VoyForums

Friday, December 25, 01:44:09amVoyUser Login optional ] [ Contact Forum Admin ] [ Main index ] [ Post a new message ] [ Search | Check update time | Archives: 1234567[8]9 ]


[ Next Thread | Previous Thread | Next Message | Previous Message ]

Date Posted: Mon, Apr 21, 02:42:59pm
Author: scap
Subject: Families Give Up Kids to Get Treatment, Study Says

http://abcnews.go.com/wire/US/reuters20030421_559.html
April 21
— By Maggie Fox, Health and Science Correspondent

WASHINGTON (Reuters) - Thousands of U.S. parents are being forced to give up their mentally ill children to foster care or even the juvenile justice system because they cannot otherwise pay for treatment, a report said on Monday.

The report by the General Accounting Office has probably found only the tip of the iceberg, mental health groups said, as only a few states cooperated with the investigation.

But they said the implications are clear. "Families across America are being ripped apart because they can't find the help their children with mental and emotional disorders need," Laurel Stine of the nonprofit Bazelton Center for Mental Health Law said in a statement.

The GAO, the investigative arm of Congress, was asked to write the report by U.S. Senator Susan Collins, a Maine Republican, and Democratic House of Representatives members Pete Stark of California and Patrick Kennedy of Rhode Island after a series of media reports on the issue.

Child welfare directors in 19 states, and juvenile justice officials in 19 counties answered survey questions for the report. They said more than 12,700 children were placed into some kind of care so they could get needed treatment.

"Nationwide, this number is likely higher because many state child welfare directors did not provide data," the GAO report said.

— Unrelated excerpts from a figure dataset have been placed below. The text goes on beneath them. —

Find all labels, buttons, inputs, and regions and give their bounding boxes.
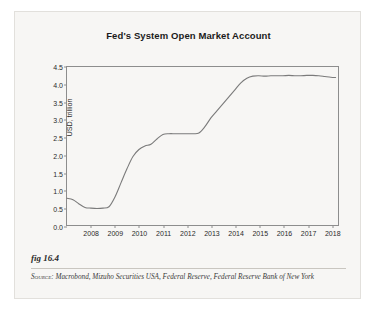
x-tick-label: 2015 [252, 230, 268, 237]
x-tick-mark [260, 225, 261, 228]
x-tick-mark [163, 225, 164, 228]
footer-divider [31, 268, 346, 269]
y-tick-label: 0.0 [53, 224, 63, 231]
x-tick-label: 2010 [132, 230, 148, 237]
x-tick-mark [211, 225, 212, 228]
x-tick-label: 2012 [180, 230, 196, 237]
x-tick-label: 2018 [325, 230, 341, 237]
x-tick-mark [236, 225, 237, 228]
x-tick-label: 2008 [83, 230, 99, 237]
chart-title: Fed's System Open Market Account [15, 30, 362, 41]
x-tick-mark [187, 225, 188, 228]
y-tick-mark [64, 227, 67, 228]
x-tick-mark [332, 225, 333, 228]
y-tick-label: 2.0 [53, 152, 63, 159]
x-tick-label: 2013 [204, 230, 220, 237]
y-tick-label: 4.0 [53, 81, 63, 88]
x-tick-mark [115, 225, 116, 228]
y-tick-label: 3.5 [53, 99, 63, 106]
line-series-canvas [67, 67, 338, 225]
y-tick-label: 1.0 [53, 188, 63, 195]
y-tick-label: 2.5 [53, 135, 63, 142]
y-tick-label: 0.5 [53, 206, 63, 213]
x-tick-mark [284, 225, 285, 228]
series-line-soma [67, 75, 336, 208]
x-tick-label: 2011 [156, 230, 171, 237]
source-text: Macrobond, Mizuho Securities USA, Federa… [55, 273, 314, 281]
x-tick-label: 2017 [301, 230, 317, 237]
x-tick-label: 2014 [228, 230, 244, 237]
y-tick-label: 1.5 [53, 170, 63, 177]
source-prefix: Source: [31, 273, 54, 281]
y-tick-label: 3.0 [53, 117, 63, 124]
figure-number: fig 16.4 [31, 253, 59, 263]
x-tick-mark [91, 225, 92, 228]
plot-area: USD, trillion 0.00.51.01.52.02.53.03.54.… [66, 66, 339, 226]
x-tick-label: 2009 [108, 230, 124, 237]
x-tick-label: 2016 [277, 230, 293, 237]
y-tick-label: 4.5 [53, 64, 63, 71]
figure-card: Fed's System Open Market Account USD, tr… [14, 11, 361, 299]
source-line: Source: Macrobond, Mizuho Securities USA… [31, 273, 314, 281]
x-tick-mark [139, 225, 140, 228]
x-tick-mark [308, 225, 309, 228]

"Although no agency tracks these children or maintains data on their characteristics, officials said most are male, adolescent, often have multiple problems and many exhibit behaviors that threaten the safety of themselves and others."

But the children had not committed crimes, nor had they been abused or neglected, said Elizabeth Adams, a spokeswoman for the National Alliance for the Mentally Ill.

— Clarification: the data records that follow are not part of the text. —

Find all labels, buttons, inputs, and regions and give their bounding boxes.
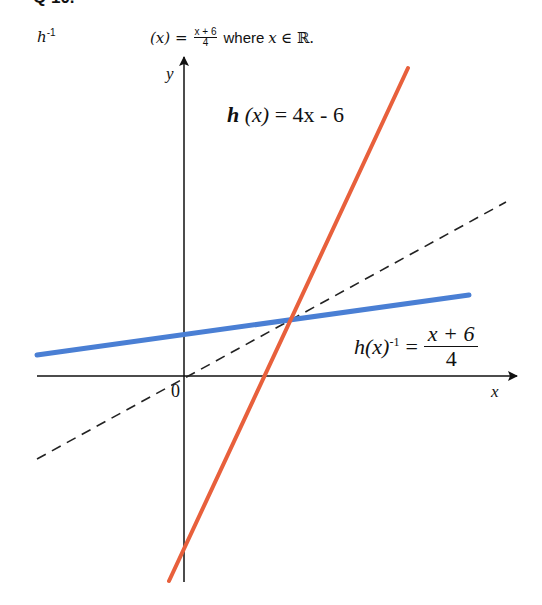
graph xyxy=(0,0,542,605)
h-function-label: h (x) = 4x - 6 xyxy=(227,102,344,128)
inverse-fraction: x + 6 4 xyxy=(424,322,479,371)
origin-label: 0 xyxy=(171,381,180,402)
y-axis-label: y xyxy=(166,64,174,84)
inverse-function-label: h(x)-1 = x + 6 4 xyxy=(354,322,478,371)
x-axis-label: x xyxy=(491,382,499,402)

"When children have mental health problems, they are often demanding on the family and family structure," Adams said in a telephone interview. "Sometimes they have outbursts and rage and behavior that is destructive to the child and others."

This requires care -- expensive care that can include intensive counseling for the patient and the family, respite care to give parents a break, and drug treatment.

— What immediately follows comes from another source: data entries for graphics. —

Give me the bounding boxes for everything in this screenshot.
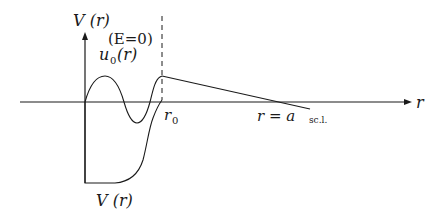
wavefunction-curve — [85, 76, 162, 123]
wavefunction-sub: 0 — [110, 55, 116, 66]
r0-sub: 0 — [172, 115, 178, 126]
x-axis-label: r — [416, 93, 425, 112]
scattering-length-label: r = a — [257, 107, 295, 125]
scattering-length-sub: sc.l. — [309, 115, 327, 125]
r-axis-arrow-icon — [404, 99, 412, 105]
diagram-canvas: V (r) (E=0) u 0 (r) r 0 r r = a sc.l. V … — [0, 0, 435, 217]
potential-curve — [85, 100, 162, 183]
wavefunction-label: u — [99, 45, 109, 64]
wavefunction-arg: (r) — [117, 45, 137, 64]
barrier-curve — [162, 76, 310, 109]
potential-bottom-label: V (r) — [96, 191, 133, 210]
r0-label: r — [164, 106, 172, 124]
v-axis-arrow-icon — [82, 32, 88, 40]
v-axis-label: V (r) — [73, 11, 110, 30]
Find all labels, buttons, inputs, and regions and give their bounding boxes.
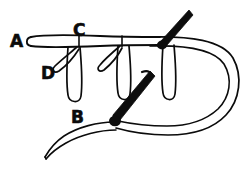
- label-d: D: [41, 63, 55, 83]
- needle-lower-middle-eye: [109, 116, 121, 126]
- label-c: C: [73, 20, 85, 40]
- diagram-background: [0, 0, 245, 193]
- needle-upper-right-eye: [157, 41, 167, 50]
- label-a: A: [10, 31, 24, 51]
- stitch-diagram: A C D B: [0, 0, 245, 193]
- bottom-thread-tail-tip: [45, 157, 46, 159]
- label-b: B: [71, 107, 84, 127]
- stitch-illustration: A C D B: [0, 0, 245, 193]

But many insurance plans will only pay for such treatment for a limited time, said Ralph Ibson of the National Mental Health Association.

And states cannot pay unless the child is in their physical custody.

"In extreme cases, as this report documents, they literally give up custody to meet the requirements as a last-chance opportunity for their children, give up custody to a system that will place the kids in mental health services. That's how desperate they are," Ibson said.

"You have to ask yourself why they can supply money for child mental health services in a foster care home and you won't give the same money to a parent?" asked Adams.

[ Next Thread | Previous Thread | Next Message | Previous Message ]


Replies:



VoyUser Login ] Not required to post.
Post a public reply to this message | Go post a new public message
* Notice: Posting problems? [ Click here ]
* HTML allowed in marked fields.
* Message subject (required):

* Name (required):

  Expression (Optional mood/title along with your name) Examples: (happy, sad, The Joyful, etc.) help)

  E-mail address (optional):

* Type your message here:

Choose Message Icon: [ View Emoticons ]

Notice: Copies of your message may remain on this and other systems on internet. Please be respectful.

[ Contact Forum Admin ]


Forum timezone: GMT-8
VF Version: 2.94, ConfDB:
Before posting please read our privacy policy.
VoyForums(tm) is a Free Service from Voyager Info-Systems.